Can God created a rock so heavy that even He cannot lift it? Questions of this nature are ages old. They are asked by various people for various reasons. Sometimes, they have been wielded by atheists to attack the true nature of God and thereby deny His existence. They say, “If God claims He Himself is omnipotent (all-powerful) and the source is truth, then He cannot in fact be God (or at least not the Christian one) because He is not all-powerful and therefore has lied.”
God's Judgments Contain Hidden Graces
God’s judgments contain hidden graces. That is probably a surprising statement because we tend to think about judgment—and especially God’s judgment—as painful, terrifying, and devasting. Of course, God’s judgment is terrible. However, the prospect and pronouncement of judgment from God is also something that contains hidden grace—at least on this side of heaven.
If Christ Has Not Been Raised...
Spurgeon, Types, and the Majesty of Christ
One of the significant motivations for a typological interpretive framework is to help us see just how unified the Old and New Testaments are. So often, we think of ourselves as “New Testament” Christians. But truly, we are people of the entire Word. While there are many aspects of the Old Testament that have been fulfilled in Christ, we can’t excise the Old Testament from our Bibles—or at least we shouldn’t. I fear that we actually do become modern-day Marcionites at times. Not confessionally, but practically in the way that we read the Bible.

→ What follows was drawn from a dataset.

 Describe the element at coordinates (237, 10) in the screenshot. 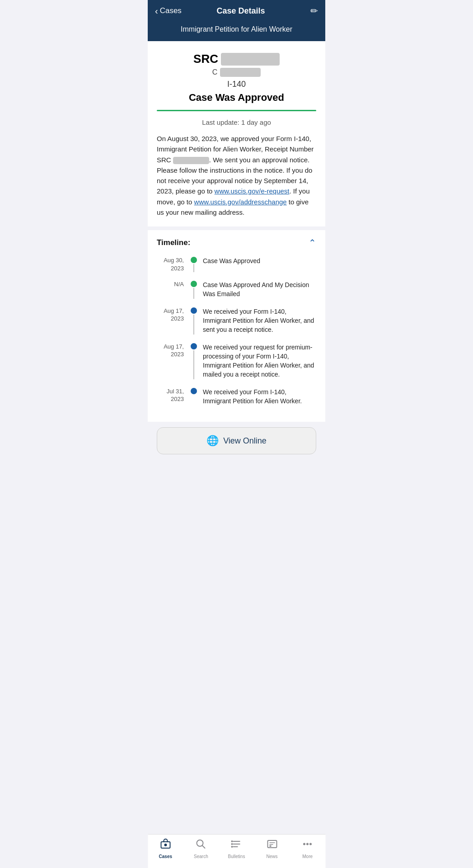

7 Practical Applications of Christ's Lordship
At Lakewood, we are currently working through the letter of Paul to the Colossians. The central themes of the letter and of Paul’s exhortation to the Colossians are built on the centrality, supremacy, deity, and lordship of Jesus Christ. As such, I began to try to trace out what practical significance the doctrine of Christ’s lordship had for our everyday walk in Christ. Here are seven practical ways that the Lordship of Jesus matters to us day by day.